I am trying to troubleshoot a latency issue for some of our networks,
and was wondering about this.Knowing that routing isn't always
symmetrical, is it possible for a traceroute to traverse a different
reverse path, than the path that it took to get there?
Traceroute sends UDP datagrams and receives ICMP datagrams in order to
show you what it shows you. It is possible for the ICMP datagrams to
return via a different path than the UDP datagrams took outbound (it
is also possible that they will not return).
.or will it provide a trace of the path the packet took to reach the
destination?
This is not the "or" case of the question you asked previously.
Traceroute will display the path that the UDP datagrams took to get to
the destination you specified. No information will be presented about
the return path that the ICMP datagrams took.
According to definition, is should take the same path
This is not a correct assertion.
but are there any other cases that I should be aware of?
The traceroute man page lists a few.
Stephen
Traceroute sends UDP datagrams and receives ICMP datagrams in order to
show you what it shows you. It is possible for the ICMP datagrams to
return via a different path than the UDP datagrams took outbound (it
is also possible that they will not return).
remark it is also possible for the (forward or reverse)
path to change in the middle of the measurement,
such that traceroute output would lead you
to believe a path that never existed anywhere
on the Internet (i.e., one that is not manifested
in the current physical Internet)
and you would not be able to confirm for sure
without asking the contacts for the IP links
in question how they're connected.
traceroute is a disconcertingly blunt hammer;
that we continue to use it to essentially
nail moving jello to a wall says more about us
than about anything on the Internet
(and is quite the testimony to van who thought it up
and implemented it in a few hours 20 years ago
and noone has come up with anything better since.)
(caida has a few hundred gigabytes of traceroute-like
output on disk, so it's at least auspicious for the
mass storage industry if not the jello nailing mission)
k
> .or will it provide a trace of the path the packet took to reach the
> destination?
This is not the "or" case of the question you asked previously.
Traceroute will display the path that the UDP datagrams took to get to
the destination you specified. No information will be presented about
the return path that the ICMP datagrams took.
> According to definition, is should take the same path
This is not a correct assertion.
> but are there any other cases that I should be aware of?
The traceroute man page lists a few.
Stephen
That's true but only if you have compiled traceroute
without "--enable-schroedinger" ;-))
-- Arnold
remark it is also possible for the (forward or reverse)
path to change in the middle of the measurement,
such that traceroute output would lead you
to believe a path that never existed anywhere
on the Internet (i.e., one that is not manifested
in the current physical Internet)
and you would not be able to confirm for sure
without asking the contacts for the IP links
in question how they're connected.
Although I've only seen it as part of an April's Fool prank, it is
possible to do amazingly evil things to traceroutes, Whitehouse.Gov
going through Kremvax.Su Truth is such an elusive thing. Not
only do you need to worry about the network changing while you are
measuring it, you also need to worry about the network telling you the
truth about what happened to the packet.
traceroute is a disconcertingly blunt hammer;
that we continue to use it to essentially
nail moving jello to a wall says more about us
than about anything on the Internet
(and is quite the testimony to van who thought it up
and implemented it in a few hours 20 years ago
and noone has come up with anything better since.)
People have come up with other ways of tracing routers through a
packet network, snmptrace, ip record route, beacon packets. But
they all have limitations compared to Van Jacobson's traceroute.
A testiment to the power of traceroute is its now considered necessary
functionality for any data network, not just TCP/UDP/IP networks.
OSItraceroute, MPLStraceroute, ATMtraceroute, DECNETtraceroute, etc.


» **Exercise**
Go through the data and retrieve each line that includes the string "ylabel".

Entries from a visual dataset:

◆ ◆ ◆ ◆ ◆ ◆ ◆

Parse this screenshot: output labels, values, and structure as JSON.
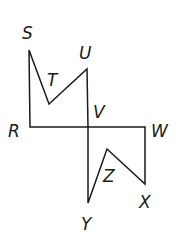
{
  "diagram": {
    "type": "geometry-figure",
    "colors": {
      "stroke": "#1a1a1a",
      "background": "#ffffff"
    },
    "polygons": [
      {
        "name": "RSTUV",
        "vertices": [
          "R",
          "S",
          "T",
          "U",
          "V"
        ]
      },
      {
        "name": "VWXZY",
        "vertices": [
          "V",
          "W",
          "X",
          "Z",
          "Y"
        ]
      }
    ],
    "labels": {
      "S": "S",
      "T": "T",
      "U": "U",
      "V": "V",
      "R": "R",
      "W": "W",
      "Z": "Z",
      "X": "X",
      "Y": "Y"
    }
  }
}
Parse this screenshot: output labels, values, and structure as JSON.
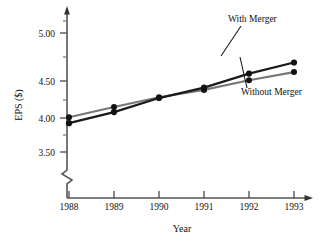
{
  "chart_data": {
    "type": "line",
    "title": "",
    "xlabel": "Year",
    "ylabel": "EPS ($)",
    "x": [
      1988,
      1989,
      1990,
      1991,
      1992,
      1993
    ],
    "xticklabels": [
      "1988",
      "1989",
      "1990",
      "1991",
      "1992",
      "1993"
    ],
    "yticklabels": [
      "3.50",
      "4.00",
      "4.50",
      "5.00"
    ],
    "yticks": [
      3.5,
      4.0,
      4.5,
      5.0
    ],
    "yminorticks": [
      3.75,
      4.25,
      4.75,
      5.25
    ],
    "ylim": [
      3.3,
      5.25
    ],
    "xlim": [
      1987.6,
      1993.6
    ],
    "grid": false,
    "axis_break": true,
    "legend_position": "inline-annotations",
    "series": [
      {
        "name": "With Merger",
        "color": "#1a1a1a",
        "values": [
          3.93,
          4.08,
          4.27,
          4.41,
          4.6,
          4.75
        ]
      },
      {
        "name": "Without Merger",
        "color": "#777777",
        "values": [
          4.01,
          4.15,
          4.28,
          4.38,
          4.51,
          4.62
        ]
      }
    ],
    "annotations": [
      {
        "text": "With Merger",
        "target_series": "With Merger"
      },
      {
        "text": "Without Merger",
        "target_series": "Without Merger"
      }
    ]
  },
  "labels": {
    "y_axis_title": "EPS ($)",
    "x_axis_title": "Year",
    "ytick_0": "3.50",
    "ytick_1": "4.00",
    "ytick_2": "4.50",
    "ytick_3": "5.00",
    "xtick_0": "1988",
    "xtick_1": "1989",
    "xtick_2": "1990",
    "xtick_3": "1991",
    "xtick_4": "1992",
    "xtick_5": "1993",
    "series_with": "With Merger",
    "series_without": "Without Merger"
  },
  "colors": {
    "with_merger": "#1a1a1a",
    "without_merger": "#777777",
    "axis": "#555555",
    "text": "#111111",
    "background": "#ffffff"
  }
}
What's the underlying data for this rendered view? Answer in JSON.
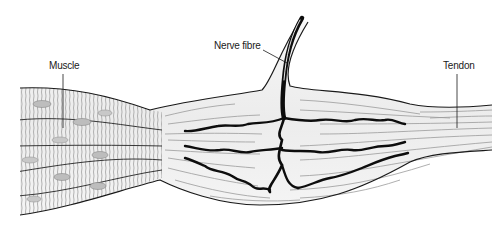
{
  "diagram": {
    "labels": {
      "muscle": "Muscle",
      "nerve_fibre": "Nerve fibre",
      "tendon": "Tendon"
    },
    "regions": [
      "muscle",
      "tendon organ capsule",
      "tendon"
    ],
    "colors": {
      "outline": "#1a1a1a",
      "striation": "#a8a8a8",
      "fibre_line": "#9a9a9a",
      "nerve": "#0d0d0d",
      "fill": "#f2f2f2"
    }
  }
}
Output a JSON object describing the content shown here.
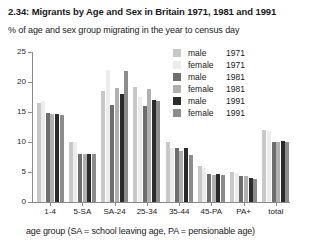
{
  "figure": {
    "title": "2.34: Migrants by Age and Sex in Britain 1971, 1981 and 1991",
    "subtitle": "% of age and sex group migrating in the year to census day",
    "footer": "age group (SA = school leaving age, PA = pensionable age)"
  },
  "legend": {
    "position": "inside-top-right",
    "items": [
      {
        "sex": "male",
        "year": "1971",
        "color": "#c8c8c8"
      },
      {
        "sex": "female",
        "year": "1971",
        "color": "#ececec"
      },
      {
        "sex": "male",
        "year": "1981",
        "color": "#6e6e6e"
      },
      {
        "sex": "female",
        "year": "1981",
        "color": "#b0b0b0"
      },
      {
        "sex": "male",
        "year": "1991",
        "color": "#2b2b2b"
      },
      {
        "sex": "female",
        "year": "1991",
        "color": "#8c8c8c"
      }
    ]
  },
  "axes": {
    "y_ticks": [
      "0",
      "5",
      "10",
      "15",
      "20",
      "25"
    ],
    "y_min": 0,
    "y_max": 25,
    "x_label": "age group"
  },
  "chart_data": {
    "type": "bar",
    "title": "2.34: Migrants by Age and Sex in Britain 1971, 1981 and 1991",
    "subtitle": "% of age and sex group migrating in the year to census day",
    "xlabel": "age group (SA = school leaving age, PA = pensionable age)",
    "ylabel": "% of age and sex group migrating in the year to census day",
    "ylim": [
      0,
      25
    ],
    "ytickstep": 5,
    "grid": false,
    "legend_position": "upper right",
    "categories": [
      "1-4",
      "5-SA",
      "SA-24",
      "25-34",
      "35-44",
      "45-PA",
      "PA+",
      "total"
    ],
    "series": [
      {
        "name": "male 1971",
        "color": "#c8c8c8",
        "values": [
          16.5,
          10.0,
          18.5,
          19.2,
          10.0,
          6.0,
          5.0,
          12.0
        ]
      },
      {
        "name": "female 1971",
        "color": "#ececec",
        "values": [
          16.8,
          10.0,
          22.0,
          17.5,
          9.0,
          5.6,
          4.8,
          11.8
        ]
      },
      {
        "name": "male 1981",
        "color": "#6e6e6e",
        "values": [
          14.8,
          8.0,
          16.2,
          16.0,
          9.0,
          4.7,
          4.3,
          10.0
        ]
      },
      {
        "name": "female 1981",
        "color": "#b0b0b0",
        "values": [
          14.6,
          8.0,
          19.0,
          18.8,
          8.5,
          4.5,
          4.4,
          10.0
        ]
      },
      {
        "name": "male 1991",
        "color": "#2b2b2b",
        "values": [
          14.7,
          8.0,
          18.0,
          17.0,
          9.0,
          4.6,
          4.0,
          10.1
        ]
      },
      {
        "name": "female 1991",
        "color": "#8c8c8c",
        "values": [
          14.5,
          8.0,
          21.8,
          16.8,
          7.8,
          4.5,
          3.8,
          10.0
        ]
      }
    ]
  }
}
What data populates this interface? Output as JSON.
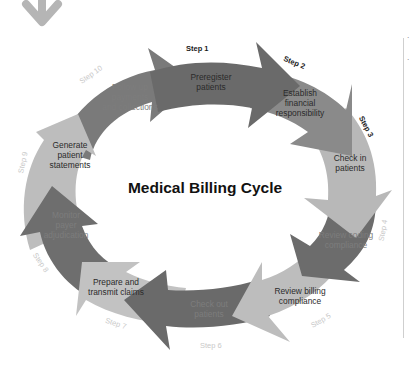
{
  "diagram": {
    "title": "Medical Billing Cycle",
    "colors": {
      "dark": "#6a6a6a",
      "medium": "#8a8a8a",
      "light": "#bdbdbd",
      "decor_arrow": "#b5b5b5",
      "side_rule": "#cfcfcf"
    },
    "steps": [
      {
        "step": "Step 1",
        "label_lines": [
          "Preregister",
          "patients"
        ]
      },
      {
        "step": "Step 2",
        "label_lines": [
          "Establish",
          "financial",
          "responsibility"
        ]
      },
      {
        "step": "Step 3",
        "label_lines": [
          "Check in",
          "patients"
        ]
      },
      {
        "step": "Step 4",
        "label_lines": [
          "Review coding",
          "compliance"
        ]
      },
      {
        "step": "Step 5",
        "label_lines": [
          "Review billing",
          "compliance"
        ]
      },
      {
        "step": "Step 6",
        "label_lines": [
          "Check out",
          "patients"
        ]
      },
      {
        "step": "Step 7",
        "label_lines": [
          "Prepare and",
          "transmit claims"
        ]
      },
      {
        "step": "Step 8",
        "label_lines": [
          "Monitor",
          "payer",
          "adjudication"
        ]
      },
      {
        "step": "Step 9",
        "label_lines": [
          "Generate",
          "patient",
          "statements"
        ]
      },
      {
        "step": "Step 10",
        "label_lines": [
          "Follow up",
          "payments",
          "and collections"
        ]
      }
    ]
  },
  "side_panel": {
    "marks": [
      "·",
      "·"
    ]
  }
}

◆ ◆ ◆ ◆ ◆ ◆ ◆

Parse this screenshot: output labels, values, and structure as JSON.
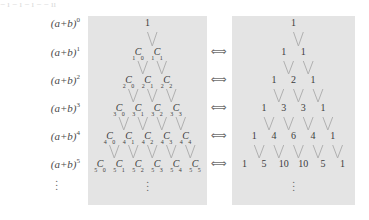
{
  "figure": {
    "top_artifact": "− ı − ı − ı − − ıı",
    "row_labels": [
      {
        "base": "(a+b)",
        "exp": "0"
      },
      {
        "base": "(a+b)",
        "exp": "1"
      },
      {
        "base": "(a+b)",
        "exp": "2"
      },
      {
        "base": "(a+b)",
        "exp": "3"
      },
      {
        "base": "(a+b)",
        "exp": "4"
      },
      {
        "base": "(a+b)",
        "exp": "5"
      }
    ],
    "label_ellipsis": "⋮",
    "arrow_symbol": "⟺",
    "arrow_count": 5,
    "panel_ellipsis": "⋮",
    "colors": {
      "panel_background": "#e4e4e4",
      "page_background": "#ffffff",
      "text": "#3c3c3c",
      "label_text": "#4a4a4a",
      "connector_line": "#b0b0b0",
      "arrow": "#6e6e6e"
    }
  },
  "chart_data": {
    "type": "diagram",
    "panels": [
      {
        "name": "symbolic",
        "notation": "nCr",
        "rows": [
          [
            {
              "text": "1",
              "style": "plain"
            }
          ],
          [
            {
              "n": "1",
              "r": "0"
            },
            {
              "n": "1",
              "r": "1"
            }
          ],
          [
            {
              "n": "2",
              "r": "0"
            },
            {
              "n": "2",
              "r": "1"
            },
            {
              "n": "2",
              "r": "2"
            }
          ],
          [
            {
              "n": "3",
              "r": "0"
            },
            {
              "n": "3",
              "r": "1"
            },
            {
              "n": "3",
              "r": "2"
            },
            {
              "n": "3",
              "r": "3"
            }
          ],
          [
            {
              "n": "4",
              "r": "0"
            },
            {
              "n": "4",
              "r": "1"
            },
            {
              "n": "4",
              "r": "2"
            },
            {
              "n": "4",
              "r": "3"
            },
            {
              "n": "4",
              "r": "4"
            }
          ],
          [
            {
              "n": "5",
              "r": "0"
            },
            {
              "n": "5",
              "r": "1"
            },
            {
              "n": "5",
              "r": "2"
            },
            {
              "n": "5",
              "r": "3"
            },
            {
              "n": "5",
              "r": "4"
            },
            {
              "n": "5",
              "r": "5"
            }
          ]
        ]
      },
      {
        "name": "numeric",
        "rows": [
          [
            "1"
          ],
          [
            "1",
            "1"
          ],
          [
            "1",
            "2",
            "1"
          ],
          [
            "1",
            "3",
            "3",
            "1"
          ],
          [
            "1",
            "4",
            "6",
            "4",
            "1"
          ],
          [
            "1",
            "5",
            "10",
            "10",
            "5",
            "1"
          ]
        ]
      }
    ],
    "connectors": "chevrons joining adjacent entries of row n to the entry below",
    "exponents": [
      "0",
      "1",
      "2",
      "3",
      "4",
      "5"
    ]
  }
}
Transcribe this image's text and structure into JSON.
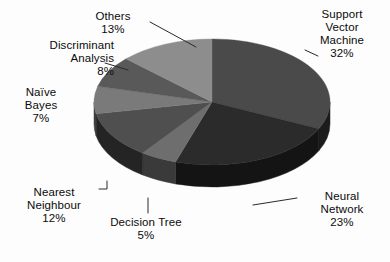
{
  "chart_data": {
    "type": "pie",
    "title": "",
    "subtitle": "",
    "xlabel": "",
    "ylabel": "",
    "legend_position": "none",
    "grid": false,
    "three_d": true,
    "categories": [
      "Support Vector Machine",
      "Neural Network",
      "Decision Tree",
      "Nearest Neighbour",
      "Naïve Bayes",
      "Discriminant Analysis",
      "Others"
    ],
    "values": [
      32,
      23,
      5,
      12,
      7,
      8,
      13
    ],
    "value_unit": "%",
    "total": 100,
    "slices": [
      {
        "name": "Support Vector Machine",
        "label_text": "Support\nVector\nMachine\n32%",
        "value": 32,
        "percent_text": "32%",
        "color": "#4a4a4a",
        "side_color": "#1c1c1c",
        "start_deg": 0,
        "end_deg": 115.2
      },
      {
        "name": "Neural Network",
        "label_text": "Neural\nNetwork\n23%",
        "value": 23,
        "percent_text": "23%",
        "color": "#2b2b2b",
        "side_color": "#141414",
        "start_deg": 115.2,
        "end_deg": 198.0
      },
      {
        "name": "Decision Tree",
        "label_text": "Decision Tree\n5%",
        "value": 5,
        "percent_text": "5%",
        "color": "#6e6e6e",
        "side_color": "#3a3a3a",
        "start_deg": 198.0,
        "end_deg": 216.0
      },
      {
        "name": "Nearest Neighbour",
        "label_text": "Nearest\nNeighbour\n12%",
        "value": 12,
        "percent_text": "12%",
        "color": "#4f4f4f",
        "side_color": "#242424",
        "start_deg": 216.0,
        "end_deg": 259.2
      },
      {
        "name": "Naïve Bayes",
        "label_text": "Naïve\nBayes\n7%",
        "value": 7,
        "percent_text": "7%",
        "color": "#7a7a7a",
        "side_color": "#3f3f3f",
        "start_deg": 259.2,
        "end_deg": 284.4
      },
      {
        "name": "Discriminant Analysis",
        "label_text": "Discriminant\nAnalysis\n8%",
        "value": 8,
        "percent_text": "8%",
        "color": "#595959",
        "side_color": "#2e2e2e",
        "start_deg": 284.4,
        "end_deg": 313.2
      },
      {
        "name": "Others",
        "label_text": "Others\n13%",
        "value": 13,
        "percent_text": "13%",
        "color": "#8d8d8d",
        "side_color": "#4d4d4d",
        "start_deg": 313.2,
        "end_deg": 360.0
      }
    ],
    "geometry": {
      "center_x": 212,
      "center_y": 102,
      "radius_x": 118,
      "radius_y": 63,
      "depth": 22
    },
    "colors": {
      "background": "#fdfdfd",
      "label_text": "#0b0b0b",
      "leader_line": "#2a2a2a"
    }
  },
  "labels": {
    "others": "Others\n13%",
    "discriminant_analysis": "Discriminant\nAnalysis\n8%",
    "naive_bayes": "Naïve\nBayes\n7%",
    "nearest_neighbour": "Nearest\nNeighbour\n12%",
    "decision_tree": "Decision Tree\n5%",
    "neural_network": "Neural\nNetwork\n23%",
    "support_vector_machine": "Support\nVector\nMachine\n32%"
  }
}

◆ ◆ ◆ ◆ ◆ ◆ ◆

» **Your solution**
    "ylabel": "EPS ($)",
    "ylabel": "% of age and sex group migrating in the year to census day",
    "ylabel": "",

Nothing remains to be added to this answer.